QTL maps of the D. santomea backcross (A) and D. yakuba backcross (B) flies from Fig. 2. LOD is indicated on the y-axis. The x-axis is the physical map based on the D. yakuba genome, SNP markers are represented as black tick marks. Solid lines represent the LOD scores for wing rows normalized to seconds courtship, dashed lines for normalization to seconds the female was stationary during courtship (WWPSSF). Solid and dashed horizontal lines illustrate the corresponding permutation-determined 0.05 (lower) and 0.01 (upper) confidence limits, respectively. The 0.01 confidence limit in the D. yakuba backcross for stationary female normalization equals 5.02 and is not shown in panel B. In (A), a, b′, b, c and d indicate QTL at positions chr2:8,591,051, chr2:15,687,032, chr2:30,610,169, chr2:43,343,589 and chr3:46,460,168, respectively. In (B), a and b indicate QTL at chr2:8,591,087 and chr2:32,778,893.
Figure 4
Figure 4. Effect plots for wing rowing QTL.

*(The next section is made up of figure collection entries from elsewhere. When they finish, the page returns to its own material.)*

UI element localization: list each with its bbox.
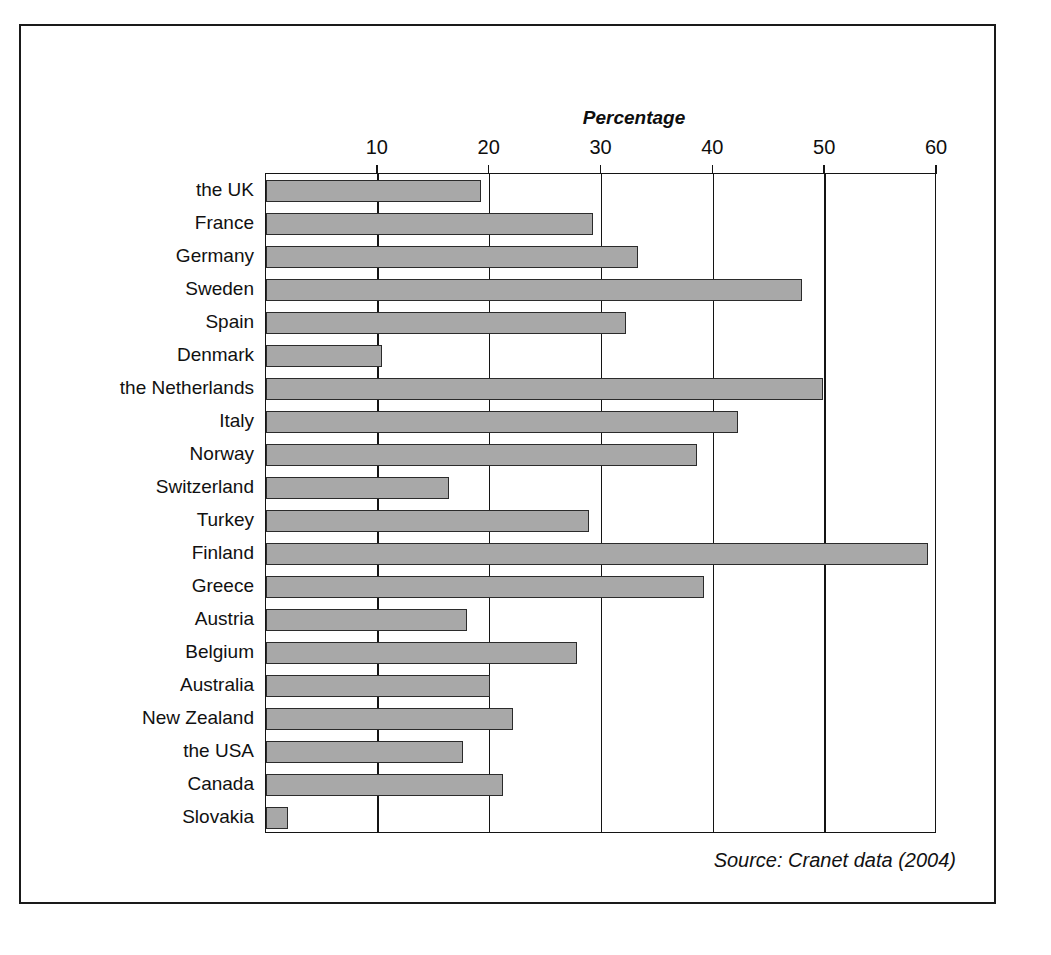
- bar-row: [266, 378, 937, 400]
- bar-row: [266, 411, 937, 433]
- plot-area: [265, 173, 936, 833]
- bar-row: [266, 279, 937, 301]
- bar: [266, 675, 490, 697]
- bar-row: [266, 708, 937, 730]
- y-axis-category-labels: the UKFranceGermanySwedenSpainDenmarkthe…: [21, 26, 254, 906]
- x-axis-tick-label: 40: [701, 136, 723, 159]
- bar-row: [266, 675, 937, 697]
- gridline: [489, 174, 491, 832]
- bar: [266, 609, 467, 631]
- x-axis-tick-label: 30: [589, 136, 611, 159]
- bar: [266, 642, 577, 664]
- gridline: [713, 174, 715, 832]
- x-axis-tick-label: 10: [366, 136, 388, 159]
- bar-row: [266, 543, 937, 565]
- bar: [266, 774, 503, 796]
- bar: [266, 576, 704, 598]
- category-label: Spain: [205, 311, 254, 333]
- category-label: the Netherlands: [120, 377, 254, 399]
- bar-row: [266, 642, 937, 664]
- bar-row: [266, 180, 937, 202]
- bar: [266, 543, 928, 565]
- bar-row: [266, 774, 937, 796]
- gridline: [601, 174, 603, 832]
- bar: [266, 477, 449, 499]
- bar-row: [266, 444, 937, 466]
- bar-row: [266, 576, 937, 598]
- x-axis-tick-label: 60: [925, 136, 947, 159]
- category-label: the USA: [183, 740, 254, 762]
- x-axis-tick-label: 50: [813, 136, 835, 159]
- bar-row: [266, 312, 937, 334]
- category-label: Greece: [192, 575, 254, 597]
- bar: [266, 180, 481, 202]
- x-axis-tick-label: 20: [478, 136, 500, 159]
- source-note: Source: Cranet data (2004): [714, 849, 956, 872]
- category-label: Canada: [187, 773, 254, 795]
- bar-row: [266, 741, 937, 763]
- x-axis-title: Percentage: [583, 107, 685, 129]
- bar-row: [266, 807, 937, 829]
- category-label: New Zealand: [142, 707, 254, 729]
- bar: [266, 246, 638, 268]
- category-label: Denmark: [177, 344, 254, 366]
- bar: [266, 378, 823, 400]
- category-label: Finland: [192, 542, 254, 564]
- bar: [266, 510, 589, 532]
- bar: [266, 444, 697, 466]
- bar: [266, 807, 288, 829]
- bar: [266, 279, 802, 301]
- bar-row: [266, 345, 937, 367]
- bar-row: [266, 213, 937, 235]
- category-label: Australia: [180, 674, 254, 696]
- bar: [266, 345, 382, 367]
- gridline: [377, 174, 379, 832]
- category-label: Slovakia: [182, 806, 254, 828]
- category-label: Belgium: [185, 641, 254, 663]
- category-label: Austria: [195, 608, 254, 630]
- category-label: Germany: [176, 245, 254, 267]
- category-label: Italy: [219, 410, 254, 432]
- bar: [266, 213, 593, 235]
- category-label: France: [195, 212, 254, 234]
- category-label: Sweden: [185, 278, 254, 300]
- bar-chart: Percentage 102030405060 the UKFranceGerm…: [21, 26, 998, 906]
- figure-frame: Percentage 102030405060 the UKFranceGerm…: [19, 24, 996, 904]
- bar-row: [266, 609, 937, 631]
- category-label: the UK: [196, 179, 254, 201]
- category-label: Turkey: [197, 509, 254, 531]
- category-label: Norway: [190, 443, 254, 465]
- gridline: [824, 174, 826, 832]
- bar: [266, 741, 463, 763]
- bar: [266, 312, 626, 334]
- category-label: Switzerland: [156, 476, 254, 498]
- bar: [266, 708, 513, 730]
- bar-row: [266, 477, 937, 499]
- bar-row: [266, 246, 937, 268]
- bar-row: [266, 510, 937, 532]
- bar: [266, 411, 738, 433]
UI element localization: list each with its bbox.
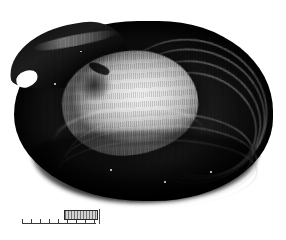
ruler-tick [40,219,41,223]
speck [110,169,112,171]
speck [54,83,56,85]
ruler-baseline [22,223,96,224]
speck [210,171,212,173]
ruler-tick [58,219,59,223]
scale-marker-box [64,210,98,220]
halftone-grain [14,21,273,201]
speck [80,51,82,52]
scale-bar [22,208,102,228]
ruler-tick [22,219,23,223]
ruler-tick [31,219,32,223]
figure-plate [0,0,286,240]
speck [164,181,166,183]
specimen-image [14,21,273,201]
ruler-tick [49,219,50,223]
ruler-end-bar [99,209,100,224]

(A) Effect plot for the QTL on chromosome 2 at 15,687,032 bp for the D. santomea backcross. (B) Effect plot for the QTL on chromosome 2 at 43,343,589 bp for the D. santomea backcross. (C) Effect plot for the QTL on chromosome 3 at 46,982,725 bp for the D. santomea backcross. (D) Effect plot for the QTL on chromosome 2 at 8,591,087 bp for the D. yakuba backcross. For each plot, the posterior probability of homozygosity as predicted by the HMM for backcross hybrid flies at the marker for the peak LOD score for each QTL is plotted on the x-axis. Heterozygous flies have a value of 0, homozygous flies a value of 1, and flies where the genotype is uncertain due to low marker density fall between zero and one. The number of wing rows normalized to seconds spent courting is plotted on the y axis.